Problem solving: quantity vs quality. The surprising benefits of gratitude every team should know. The ThreePercentRule.
Journal of discoveries #87 - 9th of December, 2023
Welcome to the 86th issue of the newsletter, “Journal of discoveries.” Each week, I check a list of hundreds of sources of inspiration to spot exciting articles, videos, podcasts, and books on personal development, leadership, management, technology, and innovation.
Let’s dive in!
One “must” for this week
“Problem-solving: quantity vs quality”.
A brilliant example from James Clear’s book Atomic Habits.
In a photography class experiment, the group focusing on quantity produced the best photos, while the group focusing on “quality” tried and failed to produce one single “perfect” photo.
Sometimes, it is more important to generate many ideas, starting with repetition rather than perfection, and recognize that sometimes good enough is sufficient.
Personal development
Problem-solving: quantity vs quality
The Eisenhower Matrix: the ultimate productivity tool
Help your employees develop the skills they really need
Write your own obituary
Tvelve career lessons
The magic loop - a framework for rapid career growth
Innovation
The ThreePercentRule
Reshaping the tree: rebuilding organizations for AI
Researchers tested AI watermarks, and broke all of them
Embracing weirdness: what it means to use AI as a (writing) tool
Pace layering: how complex systems learn and keep learning
Building in public forces true competitive advantage
Megatrending: opportunities ahead study
Evaluating solutions: the five types of assumptions that underlie our ideas
Leadership and management
The surprising benefits of gratitude every team should know
Making flexible working models work
Humour at work: the superpower of successful teams
The fairytale narrative: structured strategic planning
Are you an ideal team player?
Mastering group decision-making: striking the perfect balance
When a coworker undermines you in a meeting
How to have difficult conversations without burning bridges
One book
“Poor Charlie's Almanack” by Charlie Munger.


What do the lines from the one containing "Crop the region containing man." through the end of the entries say? Quote them exactly, and only them.

Stored entries:
Content starts

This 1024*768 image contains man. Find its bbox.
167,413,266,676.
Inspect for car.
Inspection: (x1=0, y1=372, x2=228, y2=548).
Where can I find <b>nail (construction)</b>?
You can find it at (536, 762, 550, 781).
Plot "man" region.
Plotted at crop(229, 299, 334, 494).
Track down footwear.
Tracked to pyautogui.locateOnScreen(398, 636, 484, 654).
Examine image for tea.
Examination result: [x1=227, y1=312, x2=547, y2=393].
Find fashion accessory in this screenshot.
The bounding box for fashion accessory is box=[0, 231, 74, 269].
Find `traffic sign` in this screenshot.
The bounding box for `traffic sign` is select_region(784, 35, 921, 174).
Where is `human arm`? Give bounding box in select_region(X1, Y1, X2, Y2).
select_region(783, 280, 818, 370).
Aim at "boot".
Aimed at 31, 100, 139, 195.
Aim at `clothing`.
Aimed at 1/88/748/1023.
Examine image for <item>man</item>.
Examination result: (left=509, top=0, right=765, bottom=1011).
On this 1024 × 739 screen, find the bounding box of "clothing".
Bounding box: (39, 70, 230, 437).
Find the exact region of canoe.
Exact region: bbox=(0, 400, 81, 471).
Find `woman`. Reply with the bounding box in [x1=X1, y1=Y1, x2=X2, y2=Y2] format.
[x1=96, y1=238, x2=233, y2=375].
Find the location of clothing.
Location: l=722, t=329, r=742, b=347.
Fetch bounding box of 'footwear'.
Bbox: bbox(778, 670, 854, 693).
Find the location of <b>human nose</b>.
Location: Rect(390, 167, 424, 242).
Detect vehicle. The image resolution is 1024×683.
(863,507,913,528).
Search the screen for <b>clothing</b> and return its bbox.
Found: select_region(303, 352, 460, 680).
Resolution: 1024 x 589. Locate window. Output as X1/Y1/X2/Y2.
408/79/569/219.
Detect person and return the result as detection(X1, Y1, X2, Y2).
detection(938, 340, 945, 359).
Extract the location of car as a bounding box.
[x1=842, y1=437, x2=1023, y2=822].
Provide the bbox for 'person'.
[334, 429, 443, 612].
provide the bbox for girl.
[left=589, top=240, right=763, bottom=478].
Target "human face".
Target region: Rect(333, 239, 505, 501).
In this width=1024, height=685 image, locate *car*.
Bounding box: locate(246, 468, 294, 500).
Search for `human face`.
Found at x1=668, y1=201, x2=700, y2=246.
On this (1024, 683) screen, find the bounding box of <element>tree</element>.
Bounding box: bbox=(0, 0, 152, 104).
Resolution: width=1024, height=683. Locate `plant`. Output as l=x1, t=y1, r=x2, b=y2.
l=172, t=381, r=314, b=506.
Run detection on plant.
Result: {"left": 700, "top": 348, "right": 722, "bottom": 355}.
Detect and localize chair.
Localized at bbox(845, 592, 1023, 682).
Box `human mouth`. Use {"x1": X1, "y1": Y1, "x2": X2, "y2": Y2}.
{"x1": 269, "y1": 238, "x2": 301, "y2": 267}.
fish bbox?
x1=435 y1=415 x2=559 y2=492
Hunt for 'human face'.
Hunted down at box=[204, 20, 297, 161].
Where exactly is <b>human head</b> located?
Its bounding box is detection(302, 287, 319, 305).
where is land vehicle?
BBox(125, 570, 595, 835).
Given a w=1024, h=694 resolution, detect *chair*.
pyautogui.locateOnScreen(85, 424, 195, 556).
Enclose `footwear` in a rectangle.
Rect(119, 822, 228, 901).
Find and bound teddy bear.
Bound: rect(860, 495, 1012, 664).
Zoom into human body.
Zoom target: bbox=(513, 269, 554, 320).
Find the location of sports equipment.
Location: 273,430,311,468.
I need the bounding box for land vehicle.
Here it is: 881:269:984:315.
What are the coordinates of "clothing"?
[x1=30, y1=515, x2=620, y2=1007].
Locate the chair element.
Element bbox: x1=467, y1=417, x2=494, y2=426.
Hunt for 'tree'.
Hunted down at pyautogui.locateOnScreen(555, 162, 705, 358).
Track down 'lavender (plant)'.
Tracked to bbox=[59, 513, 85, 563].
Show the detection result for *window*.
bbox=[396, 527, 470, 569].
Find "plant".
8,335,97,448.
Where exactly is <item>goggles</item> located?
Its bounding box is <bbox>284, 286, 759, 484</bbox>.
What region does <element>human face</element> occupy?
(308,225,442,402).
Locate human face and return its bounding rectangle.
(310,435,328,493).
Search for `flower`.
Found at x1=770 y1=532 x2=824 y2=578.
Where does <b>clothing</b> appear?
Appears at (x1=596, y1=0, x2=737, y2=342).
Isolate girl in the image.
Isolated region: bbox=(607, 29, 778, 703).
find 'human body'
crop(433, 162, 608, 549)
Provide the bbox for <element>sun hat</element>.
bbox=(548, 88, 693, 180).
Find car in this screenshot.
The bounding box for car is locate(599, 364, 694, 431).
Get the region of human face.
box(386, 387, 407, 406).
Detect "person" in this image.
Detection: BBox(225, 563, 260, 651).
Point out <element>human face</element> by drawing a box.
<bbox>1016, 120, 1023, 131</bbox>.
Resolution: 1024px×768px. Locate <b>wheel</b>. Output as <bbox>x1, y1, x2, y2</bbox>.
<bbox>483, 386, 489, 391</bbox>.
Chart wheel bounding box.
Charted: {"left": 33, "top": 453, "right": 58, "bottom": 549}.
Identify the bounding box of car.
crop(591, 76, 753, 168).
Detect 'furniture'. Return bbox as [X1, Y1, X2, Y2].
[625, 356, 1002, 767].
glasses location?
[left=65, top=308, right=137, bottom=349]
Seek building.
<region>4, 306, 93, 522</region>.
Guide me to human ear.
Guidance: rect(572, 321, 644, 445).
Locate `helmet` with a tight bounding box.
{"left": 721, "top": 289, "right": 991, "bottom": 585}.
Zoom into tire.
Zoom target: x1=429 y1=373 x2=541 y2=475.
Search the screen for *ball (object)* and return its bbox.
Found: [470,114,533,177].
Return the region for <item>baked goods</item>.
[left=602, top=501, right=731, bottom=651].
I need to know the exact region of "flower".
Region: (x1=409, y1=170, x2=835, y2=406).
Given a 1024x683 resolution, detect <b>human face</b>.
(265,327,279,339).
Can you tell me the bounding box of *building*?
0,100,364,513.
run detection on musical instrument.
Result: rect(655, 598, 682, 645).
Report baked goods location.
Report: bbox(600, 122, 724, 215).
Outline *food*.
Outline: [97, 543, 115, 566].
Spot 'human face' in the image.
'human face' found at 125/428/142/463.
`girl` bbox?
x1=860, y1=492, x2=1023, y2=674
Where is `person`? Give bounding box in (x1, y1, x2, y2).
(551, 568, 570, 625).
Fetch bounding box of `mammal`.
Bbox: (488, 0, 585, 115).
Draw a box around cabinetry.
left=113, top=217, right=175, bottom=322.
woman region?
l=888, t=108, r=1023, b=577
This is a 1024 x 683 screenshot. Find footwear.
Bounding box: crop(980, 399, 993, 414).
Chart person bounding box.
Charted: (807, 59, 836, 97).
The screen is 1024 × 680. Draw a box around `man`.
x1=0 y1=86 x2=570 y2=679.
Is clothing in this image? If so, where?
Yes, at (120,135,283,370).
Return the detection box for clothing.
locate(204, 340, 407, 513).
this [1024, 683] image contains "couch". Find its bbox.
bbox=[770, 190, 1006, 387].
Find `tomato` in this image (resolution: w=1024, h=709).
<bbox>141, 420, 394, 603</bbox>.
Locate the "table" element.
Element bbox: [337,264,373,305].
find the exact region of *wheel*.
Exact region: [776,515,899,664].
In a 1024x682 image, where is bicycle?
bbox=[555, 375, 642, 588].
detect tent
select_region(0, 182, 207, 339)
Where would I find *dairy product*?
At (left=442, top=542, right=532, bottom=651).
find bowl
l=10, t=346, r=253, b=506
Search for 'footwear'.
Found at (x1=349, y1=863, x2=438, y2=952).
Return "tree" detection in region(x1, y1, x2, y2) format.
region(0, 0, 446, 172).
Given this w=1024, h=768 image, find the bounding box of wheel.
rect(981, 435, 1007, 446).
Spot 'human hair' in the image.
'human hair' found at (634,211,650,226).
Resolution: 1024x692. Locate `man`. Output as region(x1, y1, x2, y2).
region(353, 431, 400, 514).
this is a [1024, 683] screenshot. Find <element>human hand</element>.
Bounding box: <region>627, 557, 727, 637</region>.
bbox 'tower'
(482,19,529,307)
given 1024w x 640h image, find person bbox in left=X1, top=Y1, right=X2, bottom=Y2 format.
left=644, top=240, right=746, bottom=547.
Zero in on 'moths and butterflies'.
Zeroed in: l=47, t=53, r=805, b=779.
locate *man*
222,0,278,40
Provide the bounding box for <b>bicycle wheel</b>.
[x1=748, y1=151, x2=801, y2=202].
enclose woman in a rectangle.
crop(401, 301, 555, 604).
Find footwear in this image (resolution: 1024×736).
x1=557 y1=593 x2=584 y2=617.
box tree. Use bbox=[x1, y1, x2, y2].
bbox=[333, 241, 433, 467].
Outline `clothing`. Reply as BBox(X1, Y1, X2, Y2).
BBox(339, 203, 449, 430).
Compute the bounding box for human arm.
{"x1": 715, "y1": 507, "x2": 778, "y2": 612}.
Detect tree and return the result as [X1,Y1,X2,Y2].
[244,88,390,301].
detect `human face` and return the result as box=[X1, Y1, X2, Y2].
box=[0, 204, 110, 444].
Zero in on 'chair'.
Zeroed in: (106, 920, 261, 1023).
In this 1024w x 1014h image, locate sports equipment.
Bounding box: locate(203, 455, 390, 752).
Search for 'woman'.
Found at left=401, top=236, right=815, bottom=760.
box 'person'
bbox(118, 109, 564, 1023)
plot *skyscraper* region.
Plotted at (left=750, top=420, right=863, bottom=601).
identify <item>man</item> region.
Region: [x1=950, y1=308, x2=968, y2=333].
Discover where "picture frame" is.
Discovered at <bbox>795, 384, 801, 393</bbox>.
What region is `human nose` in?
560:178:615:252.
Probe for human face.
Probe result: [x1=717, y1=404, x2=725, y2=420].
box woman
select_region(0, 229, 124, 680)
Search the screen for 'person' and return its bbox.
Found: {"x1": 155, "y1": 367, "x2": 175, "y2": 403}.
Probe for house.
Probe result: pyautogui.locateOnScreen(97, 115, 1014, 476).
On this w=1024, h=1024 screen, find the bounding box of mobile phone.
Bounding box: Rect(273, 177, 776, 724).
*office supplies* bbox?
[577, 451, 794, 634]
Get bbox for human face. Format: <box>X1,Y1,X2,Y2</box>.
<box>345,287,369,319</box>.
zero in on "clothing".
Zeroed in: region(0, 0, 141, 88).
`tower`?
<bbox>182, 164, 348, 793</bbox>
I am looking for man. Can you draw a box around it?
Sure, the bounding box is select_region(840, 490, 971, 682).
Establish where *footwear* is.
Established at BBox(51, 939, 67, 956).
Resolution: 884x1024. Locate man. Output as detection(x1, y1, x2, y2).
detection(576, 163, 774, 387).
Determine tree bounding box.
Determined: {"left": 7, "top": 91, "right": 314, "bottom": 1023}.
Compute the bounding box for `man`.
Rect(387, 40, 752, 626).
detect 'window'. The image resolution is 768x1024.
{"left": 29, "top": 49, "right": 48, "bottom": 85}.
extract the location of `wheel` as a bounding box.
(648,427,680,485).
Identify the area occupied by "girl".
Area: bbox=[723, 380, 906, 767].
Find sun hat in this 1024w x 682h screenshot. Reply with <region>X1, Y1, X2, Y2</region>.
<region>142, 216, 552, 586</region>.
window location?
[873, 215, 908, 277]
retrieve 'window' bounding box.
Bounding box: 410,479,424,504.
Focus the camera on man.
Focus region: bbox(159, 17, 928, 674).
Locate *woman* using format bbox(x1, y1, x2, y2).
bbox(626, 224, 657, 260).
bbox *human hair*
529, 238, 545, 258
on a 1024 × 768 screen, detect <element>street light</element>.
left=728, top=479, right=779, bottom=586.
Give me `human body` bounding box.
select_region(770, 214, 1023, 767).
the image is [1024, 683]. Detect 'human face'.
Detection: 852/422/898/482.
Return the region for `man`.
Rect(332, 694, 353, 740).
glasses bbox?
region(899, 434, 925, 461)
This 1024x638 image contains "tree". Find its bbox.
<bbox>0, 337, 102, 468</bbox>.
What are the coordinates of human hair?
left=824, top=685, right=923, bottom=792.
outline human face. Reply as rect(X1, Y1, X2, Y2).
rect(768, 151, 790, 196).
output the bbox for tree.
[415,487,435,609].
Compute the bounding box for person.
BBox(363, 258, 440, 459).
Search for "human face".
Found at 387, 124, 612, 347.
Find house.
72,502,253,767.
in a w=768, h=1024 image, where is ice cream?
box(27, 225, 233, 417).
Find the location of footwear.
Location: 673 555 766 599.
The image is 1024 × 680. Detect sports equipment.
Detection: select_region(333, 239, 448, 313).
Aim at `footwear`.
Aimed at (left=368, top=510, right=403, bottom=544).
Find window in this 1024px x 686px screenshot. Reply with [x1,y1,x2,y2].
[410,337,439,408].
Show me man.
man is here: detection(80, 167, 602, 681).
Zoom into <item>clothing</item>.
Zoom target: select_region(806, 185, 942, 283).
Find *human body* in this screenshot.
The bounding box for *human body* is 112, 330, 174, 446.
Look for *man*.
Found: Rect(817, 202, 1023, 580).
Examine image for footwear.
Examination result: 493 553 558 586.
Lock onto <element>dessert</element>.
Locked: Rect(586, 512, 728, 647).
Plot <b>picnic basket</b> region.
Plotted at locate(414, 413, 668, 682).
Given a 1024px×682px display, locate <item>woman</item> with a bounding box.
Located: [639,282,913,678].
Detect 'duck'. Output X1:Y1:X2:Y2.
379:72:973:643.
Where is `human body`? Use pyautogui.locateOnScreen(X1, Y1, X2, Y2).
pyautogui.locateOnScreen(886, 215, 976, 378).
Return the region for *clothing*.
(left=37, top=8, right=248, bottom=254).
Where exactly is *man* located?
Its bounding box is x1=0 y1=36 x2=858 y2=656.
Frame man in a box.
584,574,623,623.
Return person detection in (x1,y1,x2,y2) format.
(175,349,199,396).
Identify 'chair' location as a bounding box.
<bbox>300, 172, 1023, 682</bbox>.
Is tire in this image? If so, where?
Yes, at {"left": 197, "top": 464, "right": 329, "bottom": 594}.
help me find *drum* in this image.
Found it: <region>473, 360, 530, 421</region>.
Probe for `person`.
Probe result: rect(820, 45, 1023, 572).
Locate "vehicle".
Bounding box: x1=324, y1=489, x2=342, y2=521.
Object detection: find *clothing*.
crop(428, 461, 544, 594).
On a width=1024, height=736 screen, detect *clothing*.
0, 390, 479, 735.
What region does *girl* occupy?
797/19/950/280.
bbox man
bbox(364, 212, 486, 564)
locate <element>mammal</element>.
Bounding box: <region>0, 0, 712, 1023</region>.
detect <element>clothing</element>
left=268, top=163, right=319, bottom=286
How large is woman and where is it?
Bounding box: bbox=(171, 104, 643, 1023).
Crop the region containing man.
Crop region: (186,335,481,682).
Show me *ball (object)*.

Content ends

SOLUTION FOR THIS PROBLEM:
Crop the region containing man.
Crop region: (186,335,481,682).
Show me *ball (object)*.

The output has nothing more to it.